In the 1760s and early 1770s, British policy towards America was similar to a series of parallel initiatives throughout the British Empire. There was a concerted attempt by the home government to reform the empire, increase revenues, regulate trade, improve colonial defence, incorporate native populations, and strengthen metropolitan control which also resembled similar reforms in the empires of France and Spain. The chapter contends that the causes and aims of those policies are more comprehensible when understood in the broader imperial context which illuminates the origins of the American Revolution. It traces and explains a shift in policy towards more direct metropolitan rule that increasingly involved intervention in colonial affairs by Parliament. The chapter shows that the implications of these novel policies made colonial fears far from groundless even if overstated in the Whig conspiracy theory of a deliberate plan of tyranny by George III and Lord North.

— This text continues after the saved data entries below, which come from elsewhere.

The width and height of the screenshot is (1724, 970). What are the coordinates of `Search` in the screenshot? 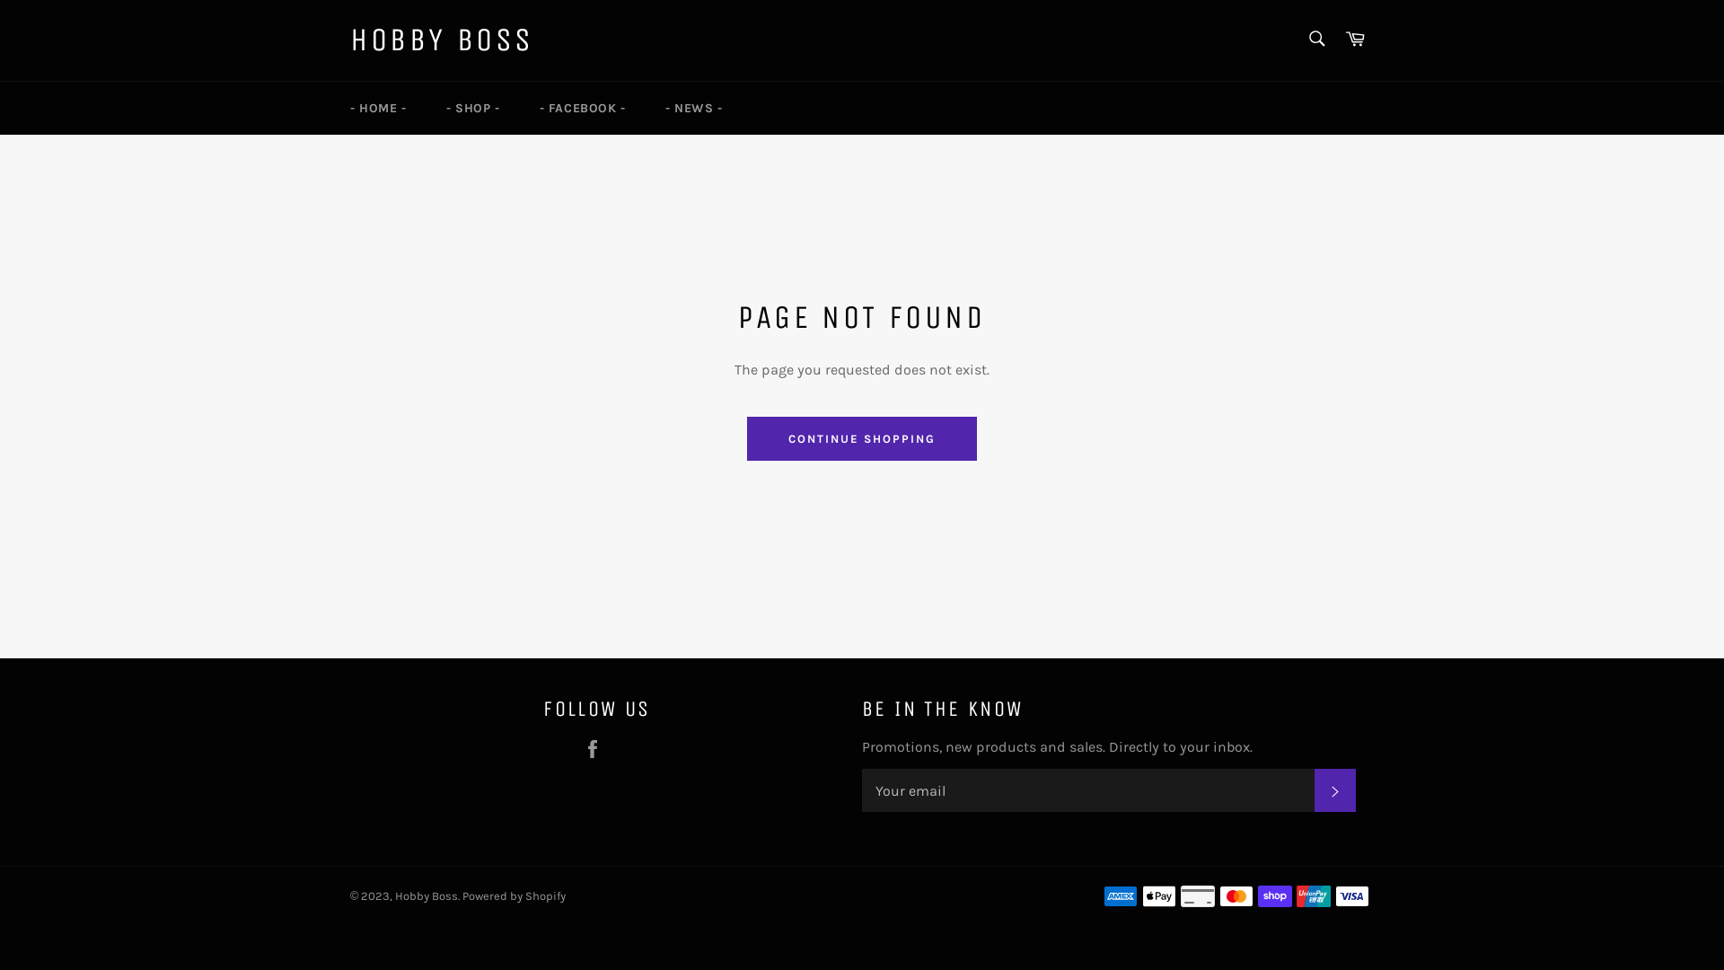 It's located at (1317, 39).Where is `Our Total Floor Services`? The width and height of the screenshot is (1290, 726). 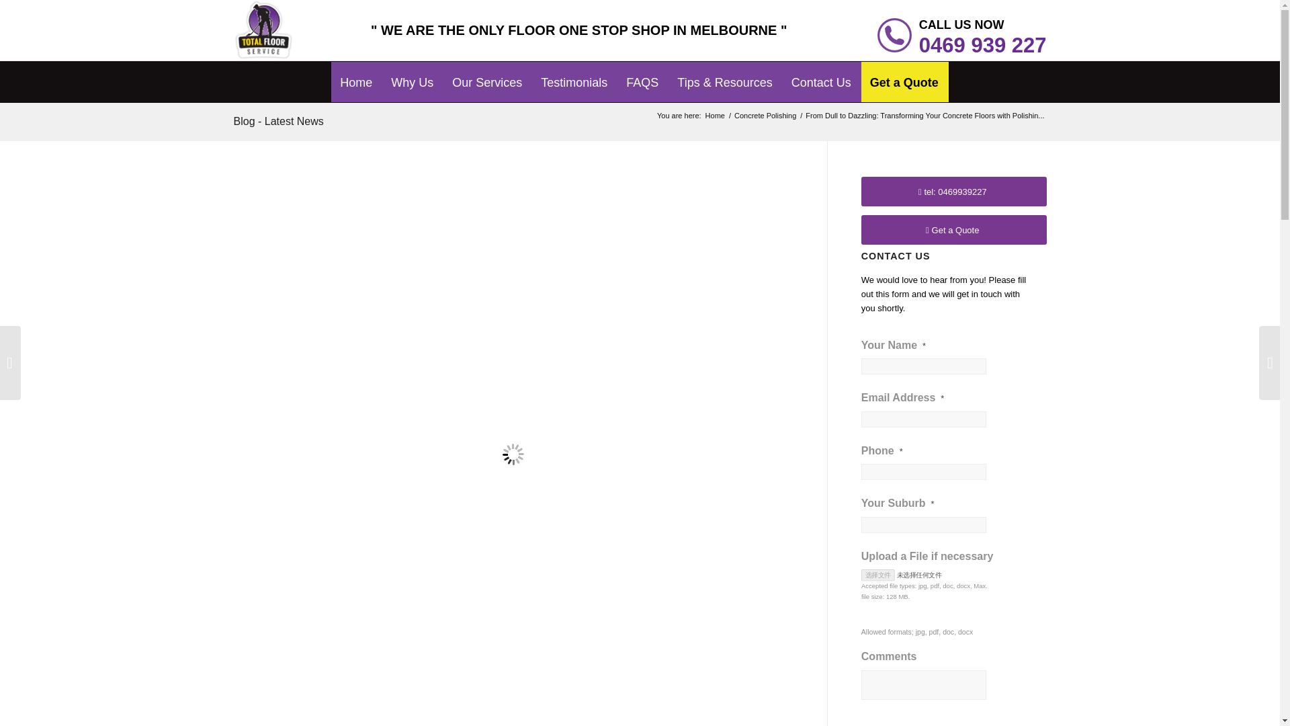 Our Total Floor Services is located at coordinates (486, 73). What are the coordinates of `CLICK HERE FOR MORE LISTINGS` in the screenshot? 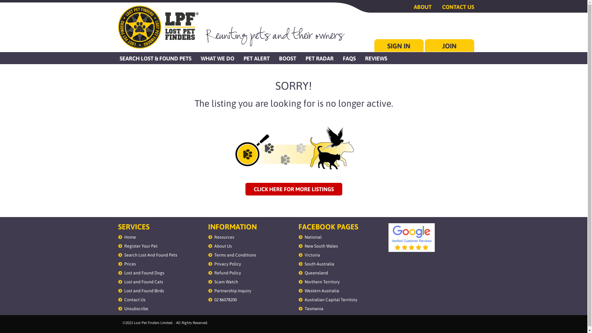 It's located at (294, 189).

Nevertheless, it was one of the ironies of the revolution that the newly independent nation felt obligated to adopt many of the earlier imperial reforms including a more central form of government with the power to tax.


Author(s):  
Michel Figeac

The history of the French nobility has long been symptomatic with that of the Revolution, and this chapter takes a fresh look at the state of the second estate in the years preceding 1789. Confronted by the problems arising from demographic decline, the pressure of the state, and a certain internal malaise as it sought to cope with internal divisions and to make sense of its own place in the world, the French nobility could be seen as a state of crisis. With some nobles even going so far as to attack the concept of nobility itself, these divisions would have important repercussions in 1789.